Lyle looked up. There were tears in his wife’s blue eyes.

“Is it not beautiful, Ethel?” he said. “There is the true ring of martial poesy about every line that Walter writes.”

“Yes,” said Ethel, with a sigh, “it is beautiful; but oh, dear Arnold! I wish you were not quite so fond of warlike verses.”

“Ethel, I am a soldier.”

“Yes, poor boy, and must soon go away to the wars again. I cannot bear to think of it, Arnold. When last you were gone, how slowly went the time. The days and weeks and months seemed interminable. I do not wish to think of it. Let us be happy while we may. Put away that book.”

Lyle did as he was told. He took one of his wife’s fair tresses in his hand and kissed it, and looked into her face with a fond smile.

Man and wife – but lovers yet.

“Heigho!” he said, getting up and pulling aside the heavy crimson curtains to look out, “heigho! these partings must come. It must be sad sometimes to be a soldier’s wife.”

“It would be less sad, Arnold, if I could share your wanderings.”

“What, Ethel! you, my tender, too fragile wife? Think what you say, child.”

She let the work that she had resumed drop once more in her lap, and gazed up at him as he bent over the high-backed chair.

“Why not I as well as others?”

“Our children, dear one. My beautiful Effie and bold Leonard.”

“They have your blood and mine in their veins, Arnold. They are wise and they are brave.”
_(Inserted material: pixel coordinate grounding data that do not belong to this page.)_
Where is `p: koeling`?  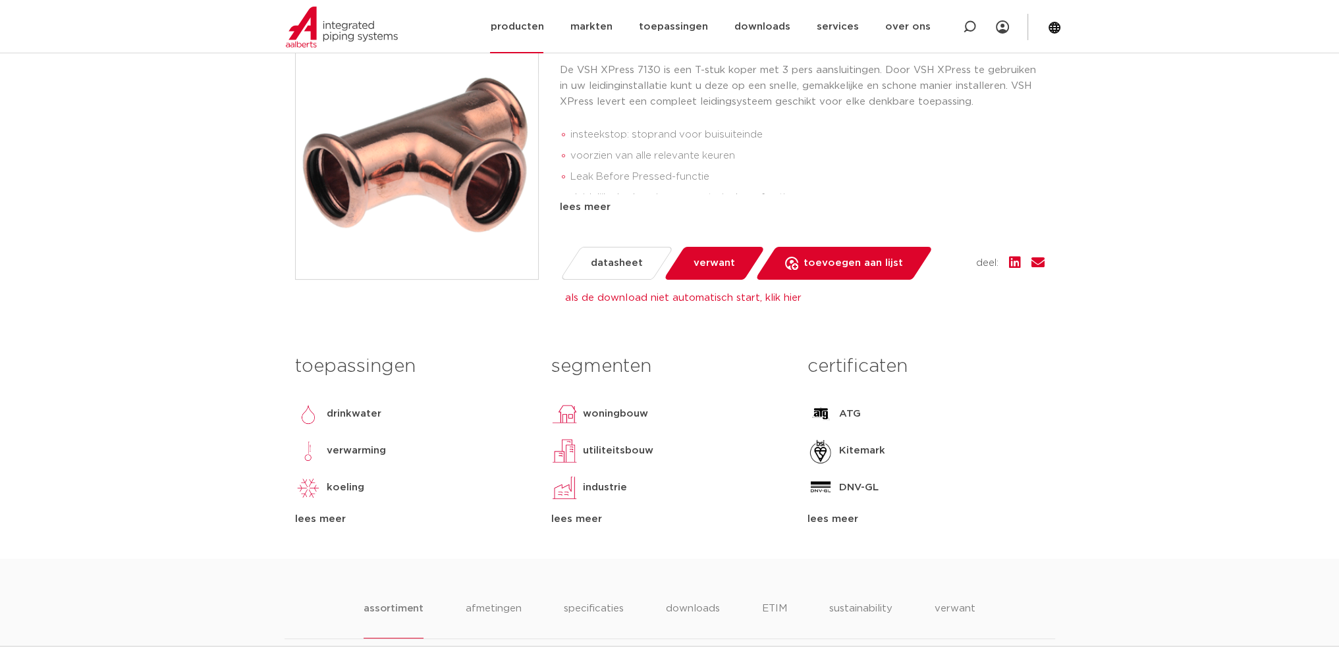 p: koeling is located at coordinates (345, 488).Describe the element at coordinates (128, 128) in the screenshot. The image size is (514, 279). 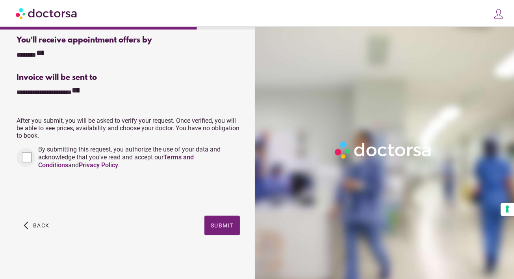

Arnold mused for a little.

“And we,” he said, “have few friends, and hardly a relative living.”

“All the more reason, Arnold, I should be near you, that we should be near each other. No, dear, I have thought of it all, planned it all; and if your colonel will but permit Captain Lyle’s wife to be among the chosen few who accompany their gallant husbands to the seat of war, I shall rejoice, and you may believe me when I say our children shall not be unhappy.”

Captain Lyle put his arm around her, and drew her closer towards him.

“I never refused any request you made, Ethel, and if the colonel, as you say, will but permit, I will not refuse you this.”

“Oh, thank you, Arnold! thank your kind and good unselfish heart. You have indeed taken a load off mine. I feel happy now, I feel younger, Arnold; for truly I was beginning to grow old.”

She laughed a half-hysteric laugh of joy.

“You may read to me now,” she added, re-seating herself in the high-backed chair, “and it can be all about war if you like.”